Open problems in polyhedral combinatorics
Gil Kalai lists five open questions about polyhedra. Two of them are ones I've worked on in a paper with Kuperberg and Ziegler:
How big can the numbers of \( k \)-faces be in a polytope with n vertices and \( n \) facets? Gil asks the question for four-dimensional polytopes (where the issue is whether the numbers of edges and ridges can be larger than the numbers of vertices and facets by more than a constant factor) but the same question can be asked in any higher dimension. A simple construction forms polytopes with \( \Omega(n^{\lceil (d-1)/3 \rceil}) \) intermediate-dimension faces and it's reasonable to hope that's the right answer. My paper with Kuperberg and Ziegler showed that there are cell complexes that look like 4-polytopes combinatorially and topologically but where the number of edges and vertices is large, but it's not obvious whether these complexes can be realized as polytopes.

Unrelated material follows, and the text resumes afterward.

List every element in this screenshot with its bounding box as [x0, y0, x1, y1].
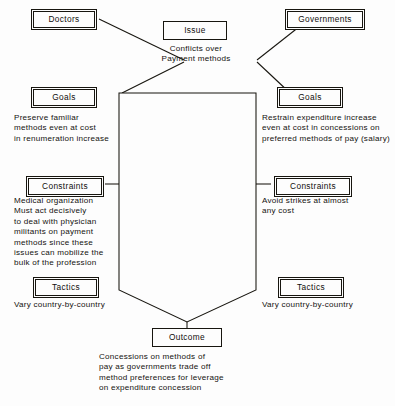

Are there polytopes that look simplicial in their low-dimensional faces and simple in their high dimensional faces? That is, all 2-faces should be triangles, all 3-faces tetrahedra, ..., and the same for the dual polytope. In the same paper, we showed that there are infinitely many 2-simple 2-simplicial 4-polytopes. Gil is asking for 5-simple 5-simplicial 10-polytopes.
Another of his questions, the one about whether centrally symmetric polytopes always have \( 3^d \) or more faces, came up earlier in the comment threads of this post by Terry Tao.